We're taking a bit of a breather while the world rearranges its underpants. Meanwhile, the other blog is here.

Wednesday, September 09, 2009

Always wash your brushes and put the ladders away

Sundry muck-ups and duplications in projects and programmes within the council are tripping people up left, right and centre. If there aren't three groups of highly-paid jackanapes doing a children's web site that never happens there's two groups building a staff consultation system that isn't delivered. If it's not an expensive online forms system that isn't implemented because the IT section say it isn't a priority it's a personnel system that can't tell you how many vacant posts you've got in your service and which says that the bloke who's been sitting next to you all week has been off sick for the past month.

There is always room for such things in any organisation. However, it is getting much, much worse of late. Largely because everybody's beavering away in their own little boxes and nobody's talking to anybody else.

This wasn't always the case.

Time was we had access to the services of Ulmsley Warton, the Team Leader of the old Policy & Research Team. Ulmsley's particular genius was that he could not only remember names he could remember what people did or were doing. As head of the P&R Team he attended all the usual panoply of high-level gabfests, as you'd expect. But then he'd go away and have a think about who he knew was doing something that would either benefit from a particular project, or could contribute something useful to it. And who he knew had some expert knowledge that might be useful. As such he was often the matchmaker or midwife for a lot of useful work.

Oh, to be sure, there'd be all the usual cobblers going on at a high level but at the sharp end of things there'd be unlikely synergies and sharings of ideas and practices and things would happen in their own quiet way. People starting a project would be told as a matter of routine: "go and have a chat with Ulmsley," and he would spare them an odd ten minutes to give them nods and pointers and a collection of useful contacts. Many's the time I'd get a 'phone call from somebody saying: "I've just had a chat with Ulmsley Warton and he said I should talk to you about..." And I have reason to be grateful to him a few times too: "I've just had a chat with Ulmsley Warton and he says that you could use..."

Ah, we don't work that way any more. Ulmsley's retired, I hope his health allows him many active years. And we have a whole bunch of new processes and procedures to make everything utterly impenetrable. When I start chafing at being demoted to lowly serf status in the Library Service (I'm still doing the same job, we just have a different management culture) I'm consoled by the thought that I'm probably well out of it these days.

6 comments:

Gadjo Dilo said...

There is a film in all this, Kevin. Shame that Alistair Sim is no longer with us, I suspect he would've made a fine Ulmsley Warton.

Affer said...

Could you bear a compliment? This reminds me of Neville Shute's writing: crisp and to the point. And rather sad; for despite all our so-called advances in education, technology, systems, blah-blah, 'business' and 'management' today seems to have forgotten how brilliant humans are when allowed to use a few thousand years of evolution.

Pat said...

Ah Umsley - they don't make them like that anymore.
I also love your writing but reading what Affer says I wonder if your writing is prompted by humour or despair. I do hope the formsr.

Macy said...

Mr M - my agreement with the Big American Bank precludes me from giving any details about anything. But if it's any consolation I can assure you that demotivation, inept management and de-personalisation are rife throughout the financial services sector too.

Kevin Musgrove said...

Gadjo: I suspect it's something sequential, like the Perils of Pauline.

Affer: I can certainly bear the spirit of a compliment, thank you sir. The best organisations always find a way to sideline the fads and get the humans systems working for them.

Pat: and thank you, too, lady. It's despair, Pat, real, deep, awful despair.

Macy: I have friends and relatives who have left the sector with solicitors' agreements, I understand completely.

Charlie said...

My wife works with an Ulmsley Warton-type who has been with the company for forty-five years. When she has a question or problem she asks Bill and gets a simple answer straightaway.

The High Priests in Kansas City and Chicago pay him no mind, though. They have their committees and boards and workgroups and IT, but Bill is only a lowly shipping yard manager—a fellow who has been in the trenches for nearly half a century.

Unfortunately, the Ulmsleys and Bills are a dying breed—and NO pun intended.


- EXERCISE DESCRIPTION -
Search the lines of the records for the word "variant", and copy every line that has it.

======== LISTED ENTRIES ========

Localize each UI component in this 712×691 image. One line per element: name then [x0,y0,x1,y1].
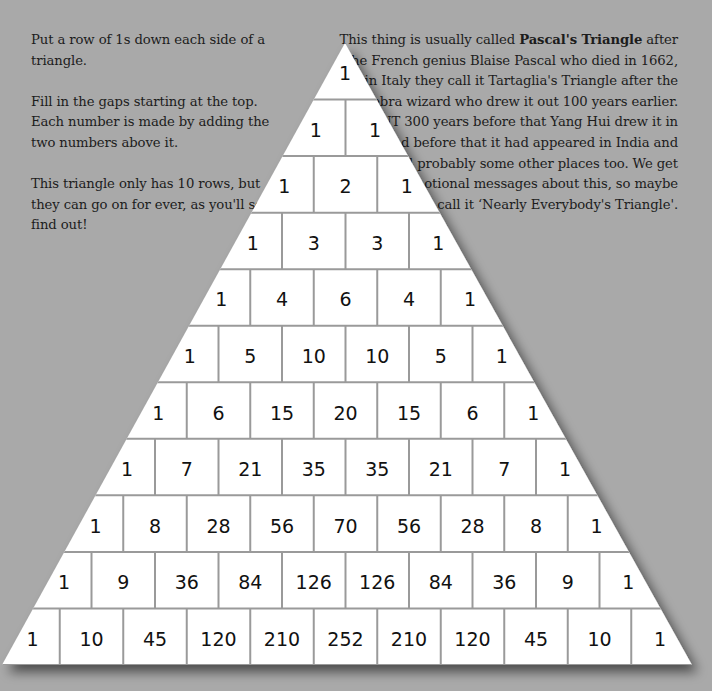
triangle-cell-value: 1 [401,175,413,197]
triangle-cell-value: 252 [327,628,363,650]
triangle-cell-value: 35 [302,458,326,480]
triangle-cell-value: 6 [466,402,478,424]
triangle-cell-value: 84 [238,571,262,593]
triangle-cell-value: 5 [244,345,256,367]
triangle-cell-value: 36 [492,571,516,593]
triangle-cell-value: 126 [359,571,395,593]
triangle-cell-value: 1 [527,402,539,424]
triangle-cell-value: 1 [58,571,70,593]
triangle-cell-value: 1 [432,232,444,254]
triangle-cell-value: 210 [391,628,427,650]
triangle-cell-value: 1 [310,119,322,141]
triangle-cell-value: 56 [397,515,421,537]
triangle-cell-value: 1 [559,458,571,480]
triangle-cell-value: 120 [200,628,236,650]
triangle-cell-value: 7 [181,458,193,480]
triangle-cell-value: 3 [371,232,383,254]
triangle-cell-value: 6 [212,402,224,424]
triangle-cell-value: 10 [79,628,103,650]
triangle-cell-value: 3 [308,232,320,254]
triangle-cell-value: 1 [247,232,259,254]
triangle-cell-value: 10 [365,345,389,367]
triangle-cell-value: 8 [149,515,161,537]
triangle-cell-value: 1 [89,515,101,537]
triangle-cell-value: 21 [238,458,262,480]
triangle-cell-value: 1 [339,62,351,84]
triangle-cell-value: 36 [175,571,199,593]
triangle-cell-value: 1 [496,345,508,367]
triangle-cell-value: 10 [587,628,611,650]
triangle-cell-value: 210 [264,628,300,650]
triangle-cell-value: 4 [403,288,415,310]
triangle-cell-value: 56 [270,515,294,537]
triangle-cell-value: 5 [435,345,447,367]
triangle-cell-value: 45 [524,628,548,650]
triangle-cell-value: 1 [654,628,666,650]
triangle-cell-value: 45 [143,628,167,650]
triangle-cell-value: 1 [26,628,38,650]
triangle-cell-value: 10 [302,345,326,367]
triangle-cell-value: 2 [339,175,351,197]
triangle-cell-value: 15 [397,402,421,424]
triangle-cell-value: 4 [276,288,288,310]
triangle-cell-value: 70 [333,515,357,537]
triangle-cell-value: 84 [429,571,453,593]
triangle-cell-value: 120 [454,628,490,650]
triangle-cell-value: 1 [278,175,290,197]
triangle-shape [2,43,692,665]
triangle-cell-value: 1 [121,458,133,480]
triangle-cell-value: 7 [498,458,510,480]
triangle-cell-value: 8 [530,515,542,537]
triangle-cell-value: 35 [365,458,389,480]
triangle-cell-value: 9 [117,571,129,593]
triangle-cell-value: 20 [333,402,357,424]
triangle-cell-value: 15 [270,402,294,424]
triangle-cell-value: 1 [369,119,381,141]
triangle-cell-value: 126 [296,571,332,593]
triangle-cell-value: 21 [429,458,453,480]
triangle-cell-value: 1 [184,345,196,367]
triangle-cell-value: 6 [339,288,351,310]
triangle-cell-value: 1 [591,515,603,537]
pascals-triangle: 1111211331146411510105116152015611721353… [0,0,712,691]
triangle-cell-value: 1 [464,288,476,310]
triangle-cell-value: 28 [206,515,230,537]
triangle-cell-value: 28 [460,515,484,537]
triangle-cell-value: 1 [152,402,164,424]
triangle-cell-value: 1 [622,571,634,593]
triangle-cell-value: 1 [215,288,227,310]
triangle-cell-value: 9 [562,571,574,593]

========
======== LISTED ENTRIES ========

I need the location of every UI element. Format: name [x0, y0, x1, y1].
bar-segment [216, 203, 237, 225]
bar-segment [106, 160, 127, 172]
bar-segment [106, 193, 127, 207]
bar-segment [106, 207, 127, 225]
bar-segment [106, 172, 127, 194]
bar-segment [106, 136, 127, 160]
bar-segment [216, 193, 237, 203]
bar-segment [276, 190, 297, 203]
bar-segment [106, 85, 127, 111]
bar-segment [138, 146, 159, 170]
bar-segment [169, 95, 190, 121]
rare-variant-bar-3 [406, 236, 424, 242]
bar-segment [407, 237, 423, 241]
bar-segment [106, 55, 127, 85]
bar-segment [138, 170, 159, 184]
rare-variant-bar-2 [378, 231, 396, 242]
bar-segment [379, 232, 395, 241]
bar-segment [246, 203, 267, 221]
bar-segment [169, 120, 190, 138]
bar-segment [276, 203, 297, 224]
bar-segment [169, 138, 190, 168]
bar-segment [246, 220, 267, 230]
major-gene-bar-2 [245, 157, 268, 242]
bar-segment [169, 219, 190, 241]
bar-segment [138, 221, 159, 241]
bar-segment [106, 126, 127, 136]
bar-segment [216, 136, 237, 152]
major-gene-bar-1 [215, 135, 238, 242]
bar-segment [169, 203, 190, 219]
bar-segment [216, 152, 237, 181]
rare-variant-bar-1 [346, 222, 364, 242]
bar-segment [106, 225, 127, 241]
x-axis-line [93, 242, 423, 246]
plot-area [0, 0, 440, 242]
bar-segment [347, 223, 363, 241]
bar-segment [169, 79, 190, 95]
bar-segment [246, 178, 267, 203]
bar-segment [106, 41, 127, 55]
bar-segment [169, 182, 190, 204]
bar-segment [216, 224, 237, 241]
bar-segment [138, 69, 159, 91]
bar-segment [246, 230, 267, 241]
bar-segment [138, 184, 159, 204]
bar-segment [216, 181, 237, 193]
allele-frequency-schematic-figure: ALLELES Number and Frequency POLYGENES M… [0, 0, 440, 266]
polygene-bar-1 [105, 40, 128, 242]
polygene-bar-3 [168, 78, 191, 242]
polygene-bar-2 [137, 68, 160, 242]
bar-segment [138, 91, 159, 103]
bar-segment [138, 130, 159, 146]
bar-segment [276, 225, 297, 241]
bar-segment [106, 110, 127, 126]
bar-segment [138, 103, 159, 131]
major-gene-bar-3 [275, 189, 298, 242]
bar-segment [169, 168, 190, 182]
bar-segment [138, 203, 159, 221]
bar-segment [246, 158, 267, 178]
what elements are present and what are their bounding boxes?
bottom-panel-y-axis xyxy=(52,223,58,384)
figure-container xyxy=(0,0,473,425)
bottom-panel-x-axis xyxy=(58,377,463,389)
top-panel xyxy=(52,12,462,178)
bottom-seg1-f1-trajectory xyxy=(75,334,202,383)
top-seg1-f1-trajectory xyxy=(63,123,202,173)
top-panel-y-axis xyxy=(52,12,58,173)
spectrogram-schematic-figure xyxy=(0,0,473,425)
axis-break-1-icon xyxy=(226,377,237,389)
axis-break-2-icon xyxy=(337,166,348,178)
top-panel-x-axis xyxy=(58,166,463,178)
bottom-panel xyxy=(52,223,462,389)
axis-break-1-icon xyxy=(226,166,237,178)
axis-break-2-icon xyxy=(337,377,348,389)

========
======== LISTED ENTRIES ========

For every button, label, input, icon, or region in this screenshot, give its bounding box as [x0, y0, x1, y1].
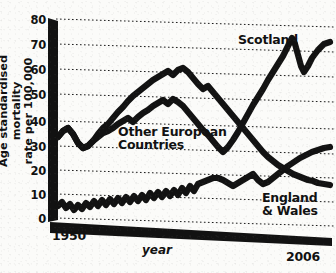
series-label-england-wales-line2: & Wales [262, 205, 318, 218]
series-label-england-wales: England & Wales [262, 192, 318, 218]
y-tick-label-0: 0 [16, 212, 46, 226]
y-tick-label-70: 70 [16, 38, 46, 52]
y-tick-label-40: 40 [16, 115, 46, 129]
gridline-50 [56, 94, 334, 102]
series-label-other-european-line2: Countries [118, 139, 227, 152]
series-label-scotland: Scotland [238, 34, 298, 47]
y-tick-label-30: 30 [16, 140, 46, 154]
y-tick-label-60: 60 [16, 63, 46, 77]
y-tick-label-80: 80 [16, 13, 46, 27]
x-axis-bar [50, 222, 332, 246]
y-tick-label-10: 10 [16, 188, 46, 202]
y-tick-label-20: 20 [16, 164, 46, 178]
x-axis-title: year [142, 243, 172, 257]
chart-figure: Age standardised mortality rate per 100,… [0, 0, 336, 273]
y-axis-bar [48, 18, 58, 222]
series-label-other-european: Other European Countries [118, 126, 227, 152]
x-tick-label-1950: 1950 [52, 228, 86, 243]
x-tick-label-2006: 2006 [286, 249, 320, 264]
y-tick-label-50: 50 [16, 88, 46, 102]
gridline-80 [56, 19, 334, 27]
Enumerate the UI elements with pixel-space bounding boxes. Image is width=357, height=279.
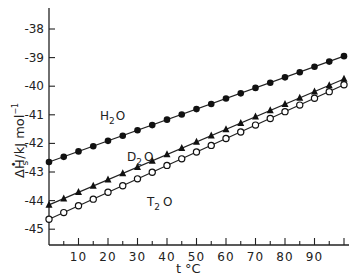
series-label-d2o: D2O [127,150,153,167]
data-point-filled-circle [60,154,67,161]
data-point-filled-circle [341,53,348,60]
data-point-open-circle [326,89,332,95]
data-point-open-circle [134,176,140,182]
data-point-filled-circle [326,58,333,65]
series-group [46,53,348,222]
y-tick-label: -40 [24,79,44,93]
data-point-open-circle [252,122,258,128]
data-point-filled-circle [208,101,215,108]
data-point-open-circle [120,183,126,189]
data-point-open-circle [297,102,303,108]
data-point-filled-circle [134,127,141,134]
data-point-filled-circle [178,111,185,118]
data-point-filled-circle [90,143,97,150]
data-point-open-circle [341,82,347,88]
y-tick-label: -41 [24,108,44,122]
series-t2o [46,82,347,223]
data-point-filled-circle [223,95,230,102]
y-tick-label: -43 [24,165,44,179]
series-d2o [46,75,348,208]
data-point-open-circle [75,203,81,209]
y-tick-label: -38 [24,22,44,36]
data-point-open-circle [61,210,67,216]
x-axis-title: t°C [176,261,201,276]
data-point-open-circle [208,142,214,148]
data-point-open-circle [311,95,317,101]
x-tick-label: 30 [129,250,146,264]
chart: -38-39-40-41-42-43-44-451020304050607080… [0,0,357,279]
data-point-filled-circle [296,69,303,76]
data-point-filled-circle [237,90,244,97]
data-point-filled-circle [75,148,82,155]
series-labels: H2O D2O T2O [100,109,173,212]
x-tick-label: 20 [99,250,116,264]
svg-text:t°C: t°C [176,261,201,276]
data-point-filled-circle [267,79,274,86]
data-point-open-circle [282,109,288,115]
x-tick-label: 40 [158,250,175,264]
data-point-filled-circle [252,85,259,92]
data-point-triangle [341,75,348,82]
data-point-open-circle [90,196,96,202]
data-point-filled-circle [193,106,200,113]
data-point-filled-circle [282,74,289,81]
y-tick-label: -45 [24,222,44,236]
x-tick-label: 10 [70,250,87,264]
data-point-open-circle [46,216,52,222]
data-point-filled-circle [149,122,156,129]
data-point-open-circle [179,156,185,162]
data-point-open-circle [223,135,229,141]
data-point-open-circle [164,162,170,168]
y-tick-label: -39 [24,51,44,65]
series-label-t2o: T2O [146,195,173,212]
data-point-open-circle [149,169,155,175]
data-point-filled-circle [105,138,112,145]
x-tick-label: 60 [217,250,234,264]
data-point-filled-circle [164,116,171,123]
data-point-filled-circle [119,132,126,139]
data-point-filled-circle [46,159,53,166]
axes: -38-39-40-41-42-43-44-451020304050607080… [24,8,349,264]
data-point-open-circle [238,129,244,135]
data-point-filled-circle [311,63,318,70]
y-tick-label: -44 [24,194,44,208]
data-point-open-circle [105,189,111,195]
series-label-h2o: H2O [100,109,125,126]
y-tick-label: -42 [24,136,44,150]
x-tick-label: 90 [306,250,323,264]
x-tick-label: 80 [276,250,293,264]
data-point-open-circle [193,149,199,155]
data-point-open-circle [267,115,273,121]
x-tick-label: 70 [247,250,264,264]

========

- EXPECTED ANSWER -
rare-variant-bar-3 [406, 236, 424, 242]
rare-variant-bar-2 [378, 231, 396, 242]
rare-variant-bar-1 [346, 222, 364, 242]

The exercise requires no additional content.